Does anyone have experience setting up an Asus RT-AC88U for safe hosting?
 
Solution


I am looking to have it be on the same network, but segregated. A seperate subnet or guest network would be fine, but it would need to be hard wired, and the guest network menu only seems to have options for wireless devices.
 
well a separate subnet or guest network sounds like it won't be on the same network (at least IP wise)

I was going to say flash DDWRT onto it as i have done that with a few RT-N66U's but the one you have isn't supported.

All DMZ does it forward all incoming traffic to that one IP address. To me it sounds like you may either 1) have to get a router that does VLANs or 2) Get a second router to put behind it to put it on its own network.

Any reason for trying to segregate it?
 


I don't think I understood your question, a seperate subnet would stop it from talking to other network devices, but still allow me to get to WAN traffic for hosting.

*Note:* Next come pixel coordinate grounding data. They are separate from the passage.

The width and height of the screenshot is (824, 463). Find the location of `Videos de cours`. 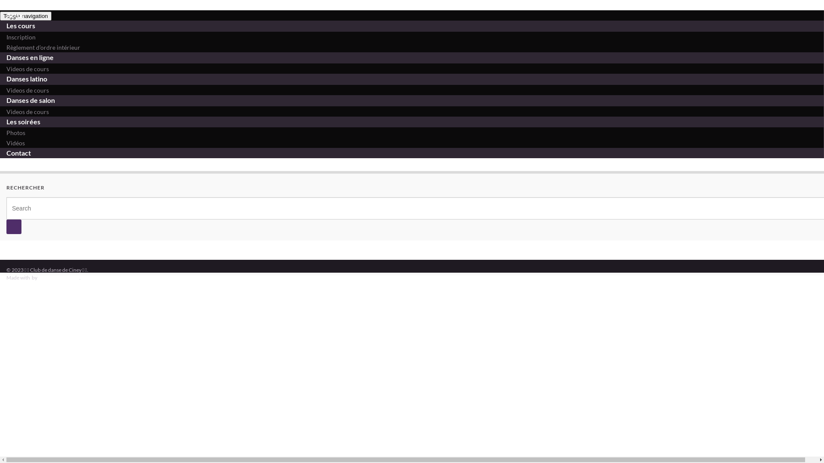

Videos de cours is located at coordinates (27, 69).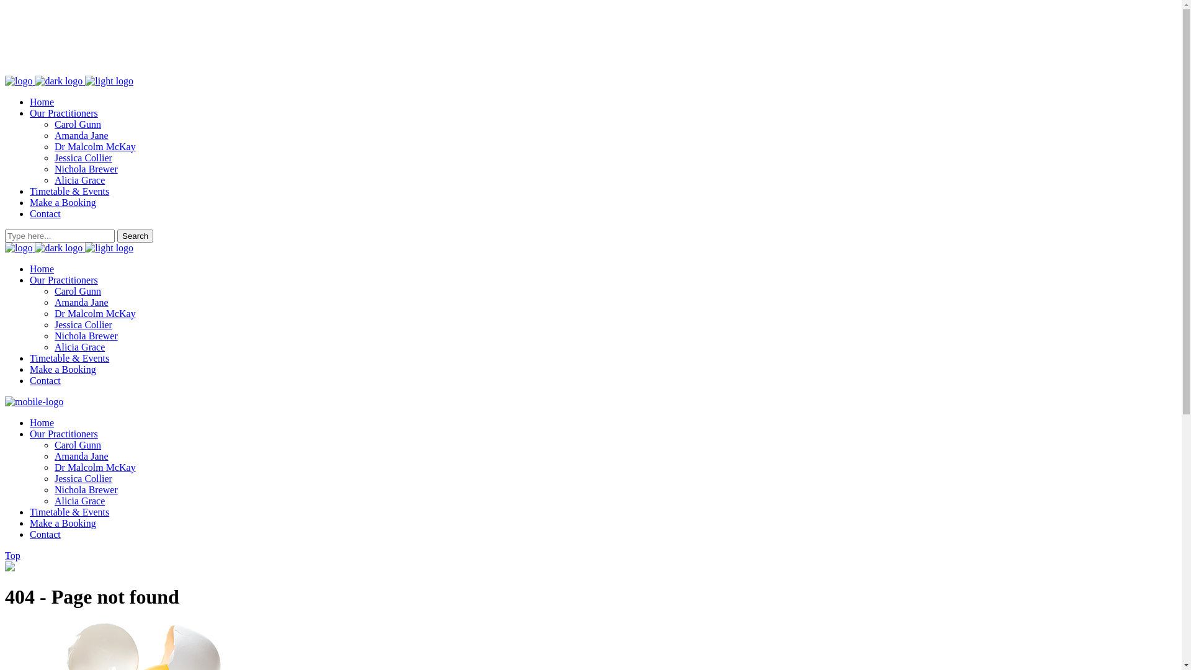 The width and height of the screenshot is (1191, 670). I want to click on Dr Malcolm McKay, so click(96, 468).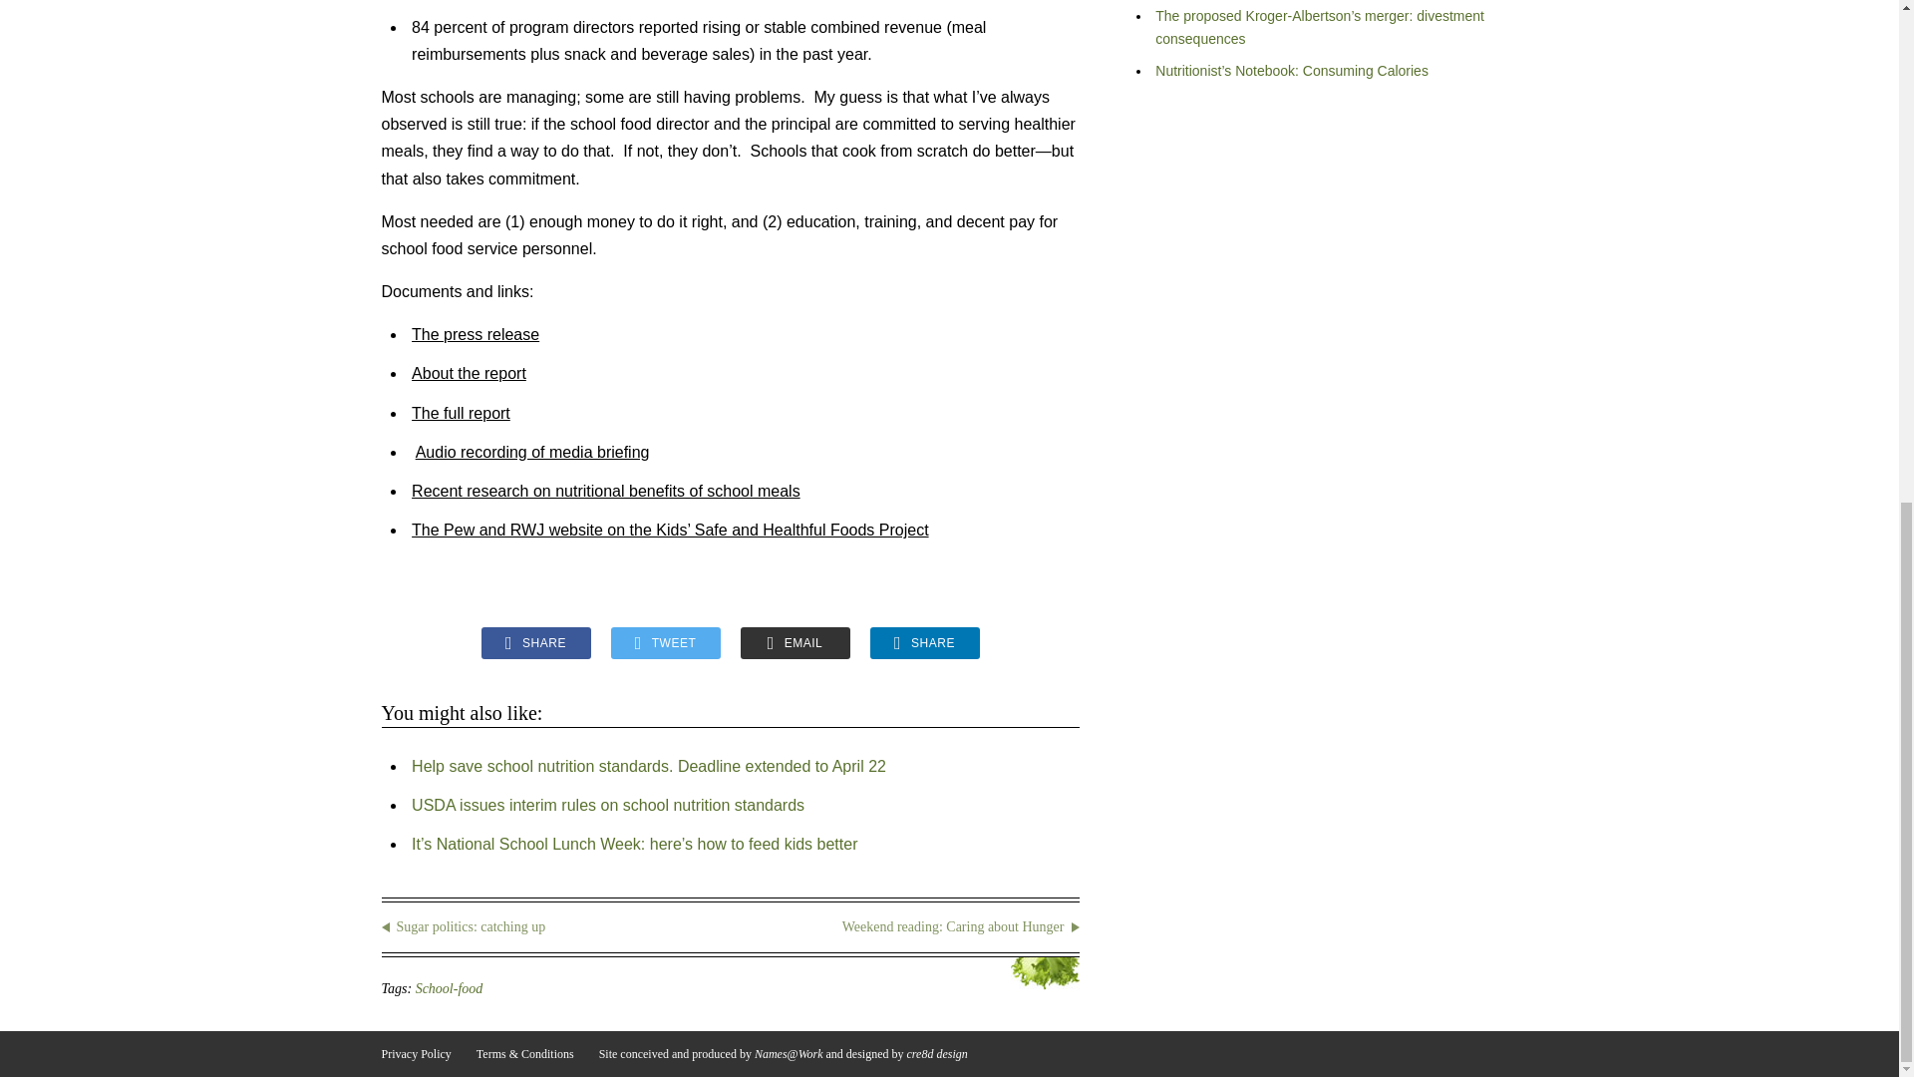  What do you see at coordinates (469, 373) in the screenshot?
I see `About the report` at bounding box center [469, 373].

I want it segregated for the eventuality that my server falls under attack, when hosting it's usually a matter of when, rather than if you get attacked while hosting game servers.

 


lol i'm CCNA Certified I know about networking.

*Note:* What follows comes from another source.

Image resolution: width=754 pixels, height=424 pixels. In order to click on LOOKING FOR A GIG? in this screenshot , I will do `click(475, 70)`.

So if you want it fully segregated from your main network then you either need a Router that can do VLan's or you need to put another router behind it to put it on a seperate subnet. Only issue with that is now you have a double NAT.

The ASUS Router is not designed to do that. It is a normal consumer router. If you had a router that either 1) Could be flashed with DDWRT (I have and made 3 different VLANs for this client of mine using a ASUS RT-N66U) 2) Is more low end enterprise like Cisco, SonicWall,UniFi that have the ability to do all of those and do what you want it to do.
 
Solution


I was afraid that was going to be the answer I got, I'll probably end up getting a different router capable of setting up a VLAN if I can't make this setup work. Thank you for your time and help.